Plan and publish listing promos, open house reminders, and neighborhood content across every channel from one calendar. Stay consistent, capture more leads, and keep your pipeline moving – even on showing days.
Why it matters
Benefits
Schedule a full sequence for every property – teaser, “Just Listed,” video tour, feature highlights, open house reminders, price improvement, and “Sold” proof. This keeps each listing visible beyond day one and reduces “we didn’t see it in time” buyer objections.
Pre-plan weekly market updates, absorption-rate snapshots, and “What your home could sell for” content. Consistency signals expertise to homeowners researching agents and boosts listing presentation credibility.
Queue multi-touch reminders (48 hours, morning-of, and “starting now”) with clear CTAs – address, time window, parking notes, and sign-in link. Higher attendance means more buyer leads and stronger seller satisfaction.
Use approved templates for brokerage logos, disclaimers, Fair Housing language, and MLS photo rules. An approval step prevents off-brand posts, missing disclosures, or inconsistent messaging across teams.
Use cases
Challenge
A listing goes live Thursday, but the agent is booked with showings and can’t post consistently across Instagram, Facebook, and LinkedIn. The property loses momentum after the first day.
Solution
Create a listing campaign once, then schedule a 7–14 day content sequence: carousel highlights, Reel walkthrough, neighborhood perks, commute map, and open house reminders. The scheduler publishes automatically and keeps the listing in feeds during peak browsing times.
Challenge
A price improvement happens mid-week. The team needs to update multiple channels quickly while avoiding confusing or inconsistent pricing language.
Solution
Swap in a “Price Improved” template, update the caption fields, and schedule posts to go out within minutes across channels. Pin the update, link to the refreshed landing page, and add a follow-up story sequence to drive clicks and inquiries.
Challenge
A brokerage wants a unified content strategy, but agents post sporadically, reuse outdated graphics, or forget required disclaimers. Marketing spends hours chasing approvals.
Solution
Use a shared calendar with role-based access: marketing builds monthly themes (local events, buyer tips, seller prep), agents submit listing assets, and managers approve before publishing. Everyone stays on-brand and posts on schedule without bottlenecks.
More industries
FAQ
A scheduler supports lead generation when it’s paired with intentional real estate funnels: consistent posting frequency, clear calls-to-action (book a showing, request a CMA, download a buyer checklist), and timely content tied to listing stages. By pre-scheduling campaigns for listings, open houses, and market updates, you stay visible during the exact windows when buyers and sellers are making decisions. Consistency increases profile visits and DMs, while links to landing pages and sign-in forms turn attention into contacts you can follow up with.
Yes. A real estate-focused workflow typically schedules to Instagram (posts, Reels, Stories where supported), Facebook (page posts and events), LinkedIn (professional updates and referrals), and Google Business Profile for local visibility. You can plan a coordinated sequence – for example: a “Just Listed” post, a video tour, then open house reminders – all from one calendar with platform-specific captions and image sizes.
Look for an approval workflow that lets agents draft posts while marketing or a broker-owner reviews before publishing. Templates help enforce brand fonts, logos, headshots, and required language such as Equal Housing Opportunity statements. This reduces risk from accidental MLS rule violations, missing disclaimers, or inconsistent pricing details – especially when multiple agents are posting daily.
A practical weekly mix is: 1–2 listing-related posts (active listing, open house, or “Sold”), 1 market update (median price, days on market, inventory), 1 neighborhood spotlight (schools, amenities, local business), and 1 educational post (buyer financing, inspection tips, seller prep). Scheduling these in advance keeps your pipeline warm while leaving room for timely, on-the-ground stories from showings and closings.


TASK ITEM:
Each entry must be printed again without a single change.

---------- LISTED ENTRIES

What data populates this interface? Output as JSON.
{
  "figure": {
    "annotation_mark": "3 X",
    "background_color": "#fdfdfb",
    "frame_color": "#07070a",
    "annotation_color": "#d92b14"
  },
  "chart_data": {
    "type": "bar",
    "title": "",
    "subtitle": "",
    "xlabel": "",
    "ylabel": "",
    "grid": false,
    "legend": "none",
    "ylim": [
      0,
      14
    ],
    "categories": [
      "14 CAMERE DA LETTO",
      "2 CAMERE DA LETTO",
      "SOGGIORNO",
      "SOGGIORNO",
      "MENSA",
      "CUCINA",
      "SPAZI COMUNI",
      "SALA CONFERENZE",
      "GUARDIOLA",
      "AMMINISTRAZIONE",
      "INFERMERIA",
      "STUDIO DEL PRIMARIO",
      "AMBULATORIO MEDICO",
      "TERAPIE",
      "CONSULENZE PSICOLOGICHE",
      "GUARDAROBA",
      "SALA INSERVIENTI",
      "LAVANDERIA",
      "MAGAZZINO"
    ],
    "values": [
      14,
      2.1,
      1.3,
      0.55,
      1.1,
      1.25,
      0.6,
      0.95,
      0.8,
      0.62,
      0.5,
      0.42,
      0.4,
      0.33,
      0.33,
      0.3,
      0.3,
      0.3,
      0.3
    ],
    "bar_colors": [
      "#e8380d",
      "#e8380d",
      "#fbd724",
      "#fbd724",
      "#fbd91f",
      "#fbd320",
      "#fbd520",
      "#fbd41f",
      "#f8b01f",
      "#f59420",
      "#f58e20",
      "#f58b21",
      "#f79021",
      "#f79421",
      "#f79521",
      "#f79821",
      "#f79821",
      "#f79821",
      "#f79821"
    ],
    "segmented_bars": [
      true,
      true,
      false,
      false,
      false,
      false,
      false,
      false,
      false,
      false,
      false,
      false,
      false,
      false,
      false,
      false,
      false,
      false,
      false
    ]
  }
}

--------------------

EXPECTED ANSWER:
What data populates this interface? Output as JSON.
{
  "figure": {
    "annotation_mark": "3 X",
    "background_color": "#fdfdfb",
    "frame_color": "#07070a",
    "annotation_color": "#d92b14"
  },
  "chart_data": {
    "type": "bar",
    "title": "",
    "subtitle": "",
    "xlabel": "",
    "ylabel": "",
    "grid": false,
    "legend": "none",
    "ylim": [
      0,
      14
    ],
    "categories": [
      "14 CAMERE DA LETTO",
      "2 CAMERE DA LETTO",
      "SOGGIORNO",
      "SOGGIORNO",
      "MENSA",
      "CUCINA",
      "SPAZI COMUNI",
      "SALA CONFERENZE",
      "GUARDIOLA",
      "AMMINISTRAZIONE",
      "INFERMERIA",
      "STUDIO DEL PRIMARIO",
      "AMBULATORIO MEDICO",
      "TERAPIE",
      "CONSULENZE PSICOLOGICHE",
      "GUARDAROBA",
      "SALA INSERVIENTI",
      "LAVANDERIA",
      "MAGAZZINO"
    ],
    "values": [
      14,
      2.1,
      1.3,
      0.55,
      1.1,
      1.25,
      0.6,
      0.95,
      0.8,
      0.62,
      0.5,
      0.42,
      0.4,
      0.33,
      0.33,
      0.3,
      0.3,
      0.3,
      0.3
    ],
    "bar_colors": [
      "#e8380d",
      "#e8380d",
      "#fbd724",
      "#fbd724",
      "#fbd91f",
      "#fbd320",
      "#fbd520",
      "#fbd41f",
      "#f8b01f",
      "#f59420",
      "#f58e20",
      "#f58b21",
      "#f79021",
      "#f79421",
      "#f79521",
      "#f79821",
      "#f79821",
      "#f79821",
      "#f79821"
    ],
    "segmented_bars": [
      true,
      true,
      false,
      false,
      false,
      false,
      false,
      false,
      false,
      false,
      false,
      false,
      false,
      false,
      false,
      false,
      false,
      false,
      false
    ]
  }
}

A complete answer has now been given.